Climate progress off to a bad start under the Youngkin administration
On the campaign trail, Glenn Youngkin’s only on-the-record comments regarding climate change foreshadowed the extreme attacks on the environment that we’ve seen in just the first few days of his administration.
In a live interview with WAVY-TV, he was asked if he believes human activity is responsible for climate change. He responded, “I don’t know what’s responsible for climate change in all candor. I’m a pretty smart guy, but I’m not that smart.”
Personally, I thought he was smart enough to know that the policies Virginia has adopted the last couple of years to address climate change are designed specifically to help out sinking Hampton Roads, which is experiencing the fastest rate of sea level rise on the East Coast. His actions in his early days show that maybe that’s not the case.
One of Youngkin’s first moves, which, oddly enough, he also announced in Hampton Roads, was to eliminate a steady source of funding to help communities address these impacts.
He moved to single-handedly pull Virginia out of the multi-state Regional Greenhouse Gas Initiative, a multi-state agreement to reduce climate change causing pollution and that has generated nearly $230 million of state revenue in its first year to help protect flood-prone communities and cut energy usage and monthly energy bills for Virginia’s low-income households. Running into a constitutional brick wall there, he’s now trying to hold the state budget hostage in an attempt to roll back climate action.
For a business guy, these moves are puzzling. Because of the commonwealth’s leadership on climate action, we are one of the fastest growing markets for clean energy jobs in the nation. Hampton Roads is seeing tens of millions of dollars of these investments and is becoming an east coast hub for offshore wind — bringing even more dollars and jobs to the region.
Youngkin’s extreme pick to lead Virginia’s environmental agencies is equally puzzling.
This past week, Youngkin’s nominee for Natural Resources Secretary, Andrew Wheeler, a former coal lobbyist and head of Environmental Protection Agency in the post-truth Trump administration, came equipped with several of his own “alternative facts” as he pitched himself to lawmakers.
Listening to his testimony, it was difficult to place the Eagle Scout before the committee with the EPA administrator responsible for eliminating rule after rule to hold polluters accountable while decimating his own agency from the inside, replacing life-saving safeguards with threadbare regulations that benefited many of his former lobbying clients while endangering clean air and water.
Wheeler was such an egregious selection for Natural Resources Secretary that more than 150 former EPA employees have come out opposing his nomination, pointing out Wheeler’s track record of sidelining and ignoring scientists at the behest of industry.
The Virginia State Conference of the NAACP has communicated its opposition to lawmakers as well for his track record leading “many efforts to weaken environmental protections, lower emission standards, and allow pollutants to contaminate resources unchecked and unmitigated” — pollution that we know disproportionately impacts already marginalized communities.
Wheeler’s response to this massive opposition? Fake news.
On Jan. 20, Attorney General Jason Miyares announced that “Virginia was no longer anticoal” in pulling Virginia out of West Virginia v. EPA, alleging that should EPA win, it could “devastate the coal industry and the thousands of jobs it supports in Southwest Virginia.”
The lawsuit before the Supreme Court, a challenge to a regulation that no longer even exists, will more or less determine whether EPA has broad authority to regulate power plant pollution or not; arguments for this case are scheduled for late February.
Miyrares, who hails from Virginia Beach, a good sevenhour
drive away from coal country, might not know this, but the bulk of the coal that’s still being pulled out of Virginia mines is of a higher quality and used in steel fabrication, not electricity generation, meaning those 2,000 jobs aren’t really in harm’s way here.
But, thanks to the regressive, extreme policies of the Youngkin administration, the nearly 98,000 and growing clean energy jobs in Virginia — many based in Hampton Roads — are in jeopardy if they continue on their current collision course with reality.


-- Instructions to follow --
Return every line of the records that includes the string "height".

■ ■ ■ ■ ■ ■ ■

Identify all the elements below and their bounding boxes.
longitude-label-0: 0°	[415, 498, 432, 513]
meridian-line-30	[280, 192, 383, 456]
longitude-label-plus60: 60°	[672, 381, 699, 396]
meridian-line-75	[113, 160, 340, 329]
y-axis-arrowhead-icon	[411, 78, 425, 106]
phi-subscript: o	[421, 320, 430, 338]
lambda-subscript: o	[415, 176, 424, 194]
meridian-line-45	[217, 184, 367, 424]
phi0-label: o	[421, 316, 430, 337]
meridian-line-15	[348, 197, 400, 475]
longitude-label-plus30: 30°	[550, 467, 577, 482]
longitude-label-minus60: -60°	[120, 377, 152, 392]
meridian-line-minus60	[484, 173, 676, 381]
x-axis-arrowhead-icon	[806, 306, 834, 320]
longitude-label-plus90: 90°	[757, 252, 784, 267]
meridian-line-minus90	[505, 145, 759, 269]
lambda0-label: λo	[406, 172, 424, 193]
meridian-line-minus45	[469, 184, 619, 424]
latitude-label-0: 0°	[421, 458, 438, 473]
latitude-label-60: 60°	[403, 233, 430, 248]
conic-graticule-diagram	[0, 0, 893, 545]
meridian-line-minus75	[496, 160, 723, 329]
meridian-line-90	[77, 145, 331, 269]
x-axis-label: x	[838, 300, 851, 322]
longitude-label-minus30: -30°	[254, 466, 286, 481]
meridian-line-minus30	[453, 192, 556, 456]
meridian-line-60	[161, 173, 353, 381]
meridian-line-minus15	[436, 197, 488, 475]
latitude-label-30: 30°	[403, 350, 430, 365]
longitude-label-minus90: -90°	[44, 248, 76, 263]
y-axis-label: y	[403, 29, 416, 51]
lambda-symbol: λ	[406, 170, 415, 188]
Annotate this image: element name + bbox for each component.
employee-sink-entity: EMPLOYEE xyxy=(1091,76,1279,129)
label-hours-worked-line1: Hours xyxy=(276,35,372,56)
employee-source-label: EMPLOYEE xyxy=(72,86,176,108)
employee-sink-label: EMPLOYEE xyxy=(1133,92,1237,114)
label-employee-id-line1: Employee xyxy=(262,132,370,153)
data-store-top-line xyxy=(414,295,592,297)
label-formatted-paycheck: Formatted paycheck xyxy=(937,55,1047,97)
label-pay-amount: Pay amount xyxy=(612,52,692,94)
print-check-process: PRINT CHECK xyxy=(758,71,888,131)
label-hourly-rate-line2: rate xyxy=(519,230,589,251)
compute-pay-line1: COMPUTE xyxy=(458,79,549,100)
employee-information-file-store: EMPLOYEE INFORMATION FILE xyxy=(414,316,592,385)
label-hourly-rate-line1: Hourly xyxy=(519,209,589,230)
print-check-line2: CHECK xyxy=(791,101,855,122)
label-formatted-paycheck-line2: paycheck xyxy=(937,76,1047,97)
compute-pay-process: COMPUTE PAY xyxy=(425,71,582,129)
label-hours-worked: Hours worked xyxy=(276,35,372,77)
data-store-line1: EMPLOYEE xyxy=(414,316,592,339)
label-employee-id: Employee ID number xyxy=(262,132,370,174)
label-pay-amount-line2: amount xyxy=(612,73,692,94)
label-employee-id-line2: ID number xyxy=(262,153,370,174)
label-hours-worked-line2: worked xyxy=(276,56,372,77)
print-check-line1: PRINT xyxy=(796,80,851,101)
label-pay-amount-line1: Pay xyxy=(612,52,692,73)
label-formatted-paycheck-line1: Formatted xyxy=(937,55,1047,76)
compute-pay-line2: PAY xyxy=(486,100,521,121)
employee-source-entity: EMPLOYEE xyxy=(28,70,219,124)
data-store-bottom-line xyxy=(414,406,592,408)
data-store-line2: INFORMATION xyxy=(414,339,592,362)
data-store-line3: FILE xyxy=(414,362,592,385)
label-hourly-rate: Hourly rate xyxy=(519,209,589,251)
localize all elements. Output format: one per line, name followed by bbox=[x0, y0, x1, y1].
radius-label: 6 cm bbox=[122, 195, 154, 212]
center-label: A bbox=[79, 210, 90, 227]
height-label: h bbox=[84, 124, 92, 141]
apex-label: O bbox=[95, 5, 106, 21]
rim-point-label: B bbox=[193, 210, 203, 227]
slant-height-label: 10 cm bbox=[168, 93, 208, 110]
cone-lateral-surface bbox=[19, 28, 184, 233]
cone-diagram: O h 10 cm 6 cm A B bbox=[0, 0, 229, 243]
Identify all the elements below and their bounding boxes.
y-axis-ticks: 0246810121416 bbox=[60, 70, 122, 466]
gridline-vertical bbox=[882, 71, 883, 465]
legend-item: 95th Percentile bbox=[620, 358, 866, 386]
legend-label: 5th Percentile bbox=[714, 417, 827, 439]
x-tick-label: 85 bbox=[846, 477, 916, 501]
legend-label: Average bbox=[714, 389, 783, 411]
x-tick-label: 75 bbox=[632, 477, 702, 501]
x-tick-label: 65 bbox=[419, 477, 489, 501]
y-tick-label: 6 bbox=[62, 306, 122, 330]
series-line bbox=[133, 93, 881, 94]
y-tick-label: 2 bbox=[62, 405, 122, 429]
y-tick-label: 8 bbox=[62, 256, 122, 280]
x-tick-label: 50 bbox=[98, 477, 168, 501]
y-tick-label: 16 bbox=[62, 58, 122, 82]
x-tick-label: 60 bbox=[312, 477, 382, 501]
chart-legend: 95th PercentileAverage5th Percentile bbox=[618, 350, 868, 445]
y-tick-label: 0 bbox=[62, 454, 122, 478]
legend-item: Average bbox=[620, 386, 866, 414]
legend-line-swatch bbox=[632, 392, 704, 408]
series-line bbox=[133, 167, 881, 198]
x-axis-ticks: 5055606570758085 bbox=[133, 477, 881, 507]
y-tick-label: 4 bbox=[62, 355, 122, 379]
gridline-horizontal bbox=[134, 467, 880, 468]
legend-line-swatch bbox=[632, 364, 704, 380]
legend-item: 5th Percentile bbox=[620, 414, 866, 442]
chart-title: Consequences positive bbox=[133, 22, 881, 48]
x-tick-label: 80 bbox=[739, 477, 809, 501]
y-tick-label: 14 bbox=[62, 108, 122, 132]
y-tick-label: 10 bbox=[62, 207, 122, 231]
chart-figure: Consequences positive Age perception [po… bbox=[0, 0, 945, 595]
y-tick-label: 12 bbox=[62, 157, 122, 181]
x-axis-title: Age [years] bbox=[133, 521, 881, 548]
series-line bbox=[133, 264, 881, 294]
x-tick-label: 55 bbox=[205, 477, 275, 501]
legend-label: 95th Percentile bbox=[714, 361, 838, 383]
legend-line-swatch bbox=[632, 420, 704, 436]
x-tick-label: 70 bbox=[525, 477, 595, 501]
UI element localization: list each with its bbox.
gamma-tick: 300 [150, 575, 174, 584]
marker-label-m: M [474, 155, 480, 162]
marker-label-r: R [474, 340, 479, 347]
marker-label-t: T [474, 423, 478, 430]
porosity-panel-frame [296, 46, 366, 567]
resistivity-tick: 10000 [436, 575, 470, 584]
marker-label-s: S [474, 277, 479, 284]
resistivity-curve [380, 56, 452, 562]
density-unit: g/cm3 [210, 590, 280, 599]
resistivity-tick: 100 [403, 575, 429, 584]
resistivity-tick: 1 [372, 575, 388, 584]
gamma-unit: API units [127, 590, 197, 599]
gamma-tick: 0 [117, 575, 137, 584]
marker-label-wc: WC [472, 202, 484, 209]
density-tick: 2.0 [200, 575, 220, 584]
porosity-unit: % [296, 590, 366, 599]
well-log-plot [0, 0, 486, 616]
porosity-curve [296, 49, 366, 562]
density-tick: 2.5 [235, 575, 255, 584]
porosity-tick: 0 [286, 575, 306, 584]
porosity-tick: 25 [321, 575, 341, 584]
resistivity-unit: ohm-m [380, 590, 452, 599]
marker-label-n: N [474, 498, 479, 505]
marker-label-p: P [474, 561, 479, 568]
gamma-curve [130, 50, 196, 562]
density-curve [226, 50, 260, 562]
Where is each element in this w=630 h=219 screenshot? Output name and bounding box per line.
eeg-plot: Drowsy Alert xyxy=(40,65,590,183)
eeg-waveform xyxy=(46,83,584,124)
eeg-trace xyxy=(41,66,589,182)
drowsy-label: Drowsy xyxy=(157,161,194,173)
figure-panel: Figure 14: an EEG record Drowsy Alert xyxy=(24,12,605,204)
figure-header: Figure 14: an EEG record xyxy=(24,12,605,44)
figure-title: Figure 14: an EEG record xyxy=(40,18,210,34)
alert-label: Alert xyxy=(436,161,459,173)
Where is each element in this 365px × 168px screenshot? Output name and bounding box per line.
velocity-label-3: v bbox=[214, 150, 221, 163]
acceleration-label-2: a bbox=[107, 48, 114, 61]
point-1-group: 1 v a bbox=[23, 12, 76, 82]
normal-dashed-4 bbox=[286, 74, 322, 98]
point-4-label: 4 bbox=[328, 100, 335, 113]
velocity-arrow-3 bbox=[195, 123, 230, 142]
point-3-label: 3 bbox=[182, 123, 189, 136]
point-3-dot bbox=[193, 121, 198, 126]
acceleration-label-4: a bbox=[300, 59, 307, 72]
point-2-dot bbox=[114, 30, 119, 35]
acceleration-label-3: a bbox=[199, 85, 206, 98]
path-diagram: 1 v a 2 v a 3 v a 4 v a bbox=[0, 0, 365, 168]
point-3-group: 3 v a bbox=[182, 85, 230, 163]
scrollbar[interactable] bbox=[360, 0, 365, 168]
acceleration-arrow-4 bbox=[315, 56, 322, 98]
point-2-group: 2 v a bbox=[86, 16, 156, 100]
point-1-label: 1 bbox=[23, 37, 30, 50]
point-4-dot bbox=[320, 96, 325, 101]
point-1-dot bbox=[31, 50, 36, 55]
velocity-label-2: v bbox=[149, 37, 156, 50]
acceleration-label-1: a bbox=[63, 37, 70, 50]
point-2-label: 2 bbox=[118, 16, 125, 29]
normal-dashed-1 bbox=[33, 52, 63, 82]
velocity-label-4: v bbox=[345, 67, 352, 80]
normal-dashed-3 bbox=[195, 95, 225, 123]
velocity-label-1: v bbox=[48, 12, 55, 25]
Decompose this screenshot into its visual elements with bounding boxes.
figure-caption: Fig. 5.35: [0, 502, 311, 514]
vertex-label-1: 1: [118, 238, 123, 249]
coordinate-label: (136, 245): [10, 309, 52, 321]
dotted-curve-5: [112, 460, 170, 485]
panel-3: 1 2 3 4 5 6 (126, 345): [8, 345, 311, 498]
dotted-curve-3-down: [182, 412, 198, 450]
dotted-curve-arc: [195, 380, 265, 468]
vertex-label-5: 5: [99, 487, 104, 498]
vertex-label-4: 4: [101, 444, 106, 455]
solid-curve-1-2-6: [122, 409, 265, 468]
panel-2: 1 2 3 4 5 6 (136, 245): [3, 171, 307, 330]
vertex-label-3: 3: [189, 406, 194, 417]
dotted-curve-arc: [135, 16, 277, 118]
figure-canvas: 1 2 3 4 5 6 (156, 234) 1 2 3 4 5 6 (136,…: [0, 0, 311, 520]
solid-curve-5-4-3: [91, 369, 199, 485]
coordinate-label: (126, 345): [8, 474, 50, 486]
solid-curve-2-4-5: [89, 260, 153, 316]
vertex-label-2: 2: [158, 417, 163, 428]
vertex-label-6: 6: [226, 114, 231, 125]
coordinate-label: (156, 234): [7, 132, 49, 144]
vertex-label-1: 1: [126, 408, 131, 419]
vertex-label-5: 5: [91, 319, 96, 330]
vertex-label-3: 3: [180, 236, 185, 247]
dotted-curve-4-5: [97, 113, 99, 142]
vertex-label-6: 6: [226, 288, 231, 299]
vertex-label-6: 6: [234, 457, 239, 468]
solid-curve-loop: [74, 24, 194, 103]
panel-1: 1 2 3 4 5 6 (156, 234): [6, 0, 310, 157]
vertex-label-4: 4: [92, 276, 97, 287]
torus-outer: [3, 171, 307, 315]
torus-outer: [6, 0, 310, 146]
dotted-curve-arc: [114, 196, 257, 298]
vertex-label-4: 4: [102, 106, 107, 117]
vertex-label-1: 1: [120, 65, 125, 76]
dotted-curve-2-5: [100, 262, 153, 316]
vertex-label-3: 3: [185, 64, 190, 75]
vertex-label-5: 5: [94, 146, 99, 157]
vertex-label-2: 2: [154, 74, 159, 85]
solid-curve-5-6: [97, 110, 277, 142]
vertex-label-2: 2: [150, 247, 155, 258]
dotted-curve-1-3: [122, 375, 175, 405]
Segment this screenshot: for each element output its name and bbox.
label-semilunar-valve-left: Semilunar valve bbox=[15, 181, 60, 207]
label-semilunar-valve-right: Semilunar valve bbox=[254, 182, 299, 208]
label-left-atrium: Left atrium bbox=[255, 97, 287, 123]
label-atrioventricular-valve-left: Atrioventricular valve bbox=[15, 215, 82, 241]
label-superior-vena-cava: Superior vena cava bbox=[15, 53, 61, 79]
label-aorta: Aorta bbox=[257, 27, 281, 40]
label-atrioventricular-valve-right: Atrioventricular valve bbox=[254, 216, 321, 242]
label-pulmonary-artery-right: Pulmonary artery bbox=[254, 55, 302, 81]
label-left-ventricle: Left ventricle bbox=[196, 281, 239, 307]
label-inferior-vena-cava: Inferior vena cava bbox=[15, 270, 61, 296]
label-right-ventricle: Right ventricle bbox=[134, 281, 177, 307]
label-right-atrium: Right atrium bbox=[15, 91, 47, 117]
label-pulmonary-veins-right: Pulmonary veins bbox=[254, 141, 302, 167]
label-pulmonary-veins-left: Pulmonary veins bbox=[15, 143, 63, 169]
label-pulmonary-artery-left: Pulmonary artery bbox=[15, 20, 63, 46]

■ ■ ■ ■ ■ ■ ■

-- Written solution --
height-label: h bbox=[84, 124, 92, 141]
slant-height-label: 10 cm bbox=[168, 93, 208, 110]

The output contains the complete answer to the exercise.